Business Innovation

October 14, 2025

VUMC researchers awarded $2 million to expand AI-powered medical record abstraction

The grant extension will expand applications in research, clinical trials, registries and national collaborations.

Vanderbilt University Medical Center researchers have secured a funding extension from the Advanced Research Projects Agency for Health (ARPA-H) to expand use of an artificial intelligence-guided platform for extracting and organizing critical information from unstructured clinical notes and reports in medical records.

The Democratized AI-Guided Chart Abstraction Platform (DAGCAP) project has received a one-year extension of its ARPA-H award to three years (2024-2027), adding $2 million in funding for a total of just under $4 million.

Led by Daniel Fabbri, PhD, associate professor of Biomedical Informatics, and Christine Micheel, PhD, research assistant professor of Medicine in the Division of Hematology and Oncology, the DAGCAP technology has since spun out into a commercial venture, Brim Analytics, where it has seen rapid growth and adoption.

Over the past year, more than 120 research and clinical teams at VUMC have leveraged Brim through the Vanderbilt Institute for Clinical and Translational Research (VICTR) core service to perform chart abstraction for a wide range of uses, from surgical planning and cancer registries to orthopedic research.

“Brim has quickly become part of our intelligence system infrastructure at Vanderbilt,” said Neal Patel, MD, MPH, chief informatics officer at VUMC. “It provides a secure and effective way for our faculty and staff to harness large language models for chart abstraction. We’re seeing impact both in advancing research and in improving operational efficiency.”

Brim’s reach now extends well beyond Vanderbilt. The software is being used at health care institutions nationwide to support clinical research, cancer registries, maternal health initiatives and other projects. As part of ARPA-H’s Biomedical Data Fabric Toolbox program, Brim is contributing to a broader effort to make data within clinical notes more accessible to researchers, staff and health care operations teams.

Fabbri said the funding will allow DAGCAP and Brim to expand their focus on clinical trial pre-screening, clinical workflows, registry abstraction and retrospective research across diverse care settings.

“This extension underscores both the promise and the proven impact of our work,” said Fabbri. “We are excited to continue collaboration across Vanderbilt, ARPA-H and other deployment sites to accelerate research and improve patient care through AI-powered chart abstraction.”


> Directions: Tally the lines of the data below that contain the string "ffffff". Give the tally and nothing else.

[Data tied to figure images]
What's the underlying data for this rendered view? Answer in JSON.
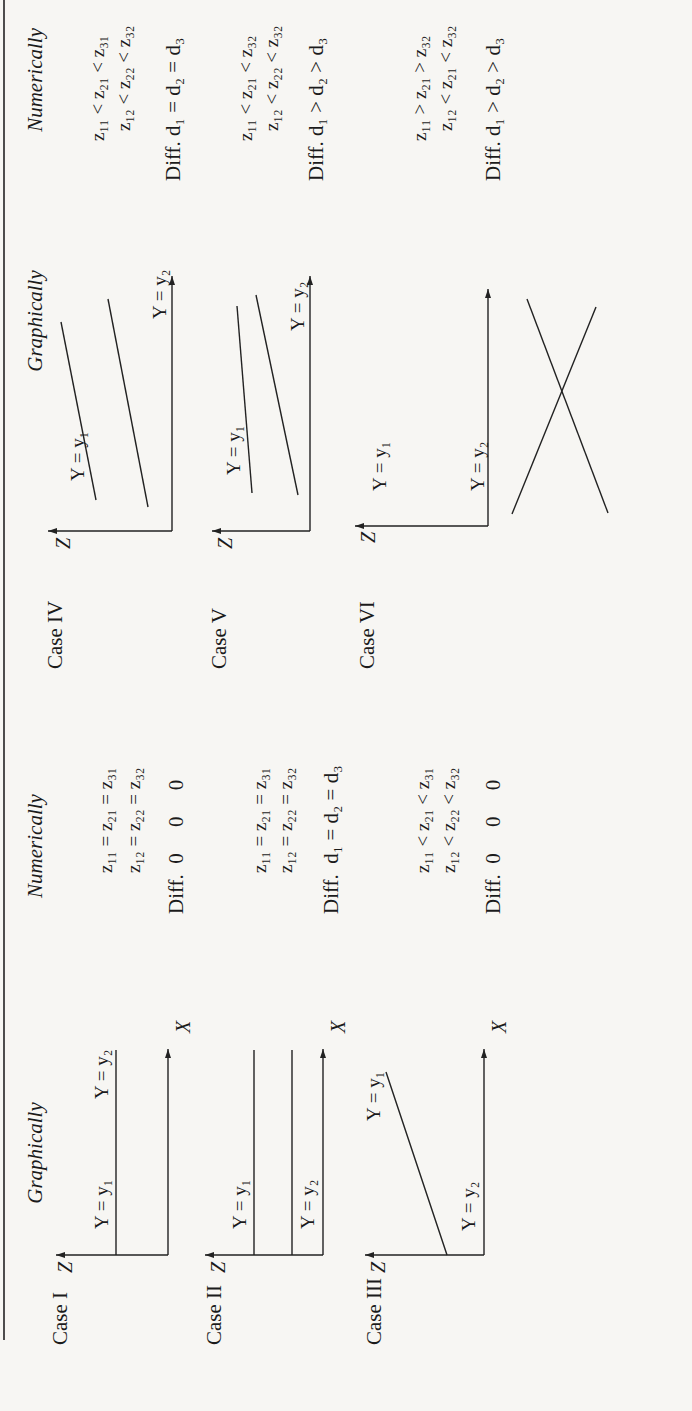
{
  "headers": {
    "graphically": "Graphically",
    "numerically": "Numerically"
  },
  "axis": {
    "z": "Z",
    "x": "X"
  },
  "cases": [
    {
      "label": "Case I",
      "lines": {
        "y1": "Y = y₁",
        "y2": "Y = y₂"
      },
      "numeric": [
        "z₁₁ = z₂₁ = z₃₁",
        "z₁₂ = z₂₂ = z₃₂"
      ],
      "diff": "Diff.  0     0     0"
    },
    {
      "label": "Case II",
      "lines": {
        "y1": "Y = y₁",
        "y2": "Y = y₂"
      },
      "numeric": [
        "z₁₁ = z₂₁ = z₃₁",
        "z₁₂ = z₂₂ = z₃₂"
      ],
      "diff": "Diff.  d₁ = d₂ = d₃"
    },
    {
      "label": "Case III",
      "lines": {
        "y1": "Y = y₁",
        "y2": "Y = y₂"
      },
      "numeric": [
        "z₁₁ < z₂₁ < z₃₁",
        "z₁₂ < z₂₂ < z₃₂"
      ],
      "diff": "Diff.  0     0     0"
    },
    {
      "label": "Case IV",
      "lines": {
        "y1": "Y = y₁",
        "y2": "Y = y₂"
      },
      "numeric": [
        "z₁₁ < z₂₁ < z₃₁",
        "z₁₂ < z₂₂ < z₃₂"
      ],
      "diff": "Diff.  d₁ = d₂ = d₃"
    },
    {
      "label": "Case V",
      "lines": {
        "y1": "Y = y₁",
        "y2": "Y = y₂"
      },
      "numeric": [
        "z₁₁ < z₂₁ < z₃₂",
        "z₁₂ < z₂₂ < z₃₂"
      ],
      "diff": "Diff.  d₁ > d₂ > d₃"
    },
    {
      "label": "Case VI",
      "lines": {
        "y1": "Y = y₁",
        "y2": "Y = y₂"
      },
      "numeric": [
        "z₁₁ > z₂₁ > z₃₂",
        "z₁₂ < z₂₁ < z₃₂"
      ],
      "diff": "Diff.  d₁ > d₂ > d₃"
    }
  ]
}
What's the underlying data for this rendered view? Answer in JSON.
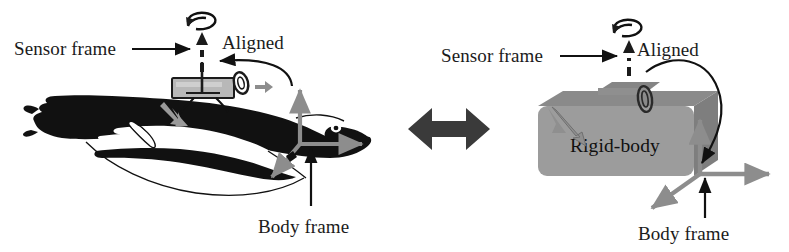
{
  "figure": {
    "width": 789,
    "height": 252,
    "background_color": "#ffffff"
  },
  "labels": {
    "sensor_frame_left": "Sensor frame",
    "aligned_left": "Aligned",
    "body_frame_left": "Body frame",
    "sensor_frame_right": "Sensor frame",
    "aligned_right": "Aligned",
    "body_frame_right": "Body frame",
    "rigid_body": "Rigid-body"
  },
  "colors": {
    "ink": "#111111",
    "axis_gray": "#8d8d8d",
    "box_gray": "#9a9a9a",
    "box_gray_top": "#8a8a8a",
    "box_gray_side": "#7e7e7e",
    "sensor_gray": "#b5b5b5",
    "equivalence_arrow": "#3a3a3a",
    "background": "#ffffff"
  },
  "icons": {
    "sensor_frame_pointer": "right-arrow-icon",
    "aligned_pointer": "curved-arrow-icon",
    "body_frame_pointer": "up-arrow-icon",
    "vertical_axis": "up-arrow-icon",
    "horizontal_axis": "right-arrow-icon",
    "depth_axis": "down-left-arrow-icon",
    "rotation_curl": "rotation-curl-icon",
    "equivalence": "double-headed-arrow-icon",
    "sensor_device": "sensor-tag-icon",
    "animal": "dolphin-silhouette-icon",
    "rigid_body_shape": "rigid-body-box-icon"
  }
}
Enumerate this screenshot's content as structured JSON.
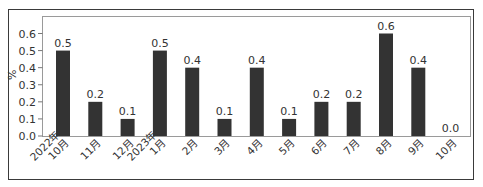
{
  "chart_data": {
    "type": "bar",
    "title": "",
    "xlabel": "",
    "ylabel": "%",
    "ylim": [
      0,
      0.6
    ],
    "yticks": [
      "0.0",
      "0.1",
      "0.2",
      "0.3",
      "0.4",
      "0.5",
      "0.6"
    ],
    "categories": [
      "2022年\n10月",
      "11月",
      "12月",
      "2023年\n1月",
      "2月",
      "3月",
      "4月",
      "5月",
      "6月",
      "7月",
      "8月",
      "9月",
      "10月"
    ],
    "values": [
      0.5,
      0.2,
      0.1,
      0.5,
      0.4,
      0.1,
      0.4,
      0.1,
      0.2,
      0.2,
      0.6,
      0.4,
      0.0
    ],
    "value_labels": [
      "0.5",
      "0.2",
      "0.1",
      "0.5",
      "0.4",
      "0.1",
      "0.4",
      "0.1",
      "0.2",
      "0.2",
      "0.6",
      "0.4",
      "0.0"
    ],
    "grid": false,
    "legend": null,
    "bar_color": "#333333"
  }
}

> Response to this task: 2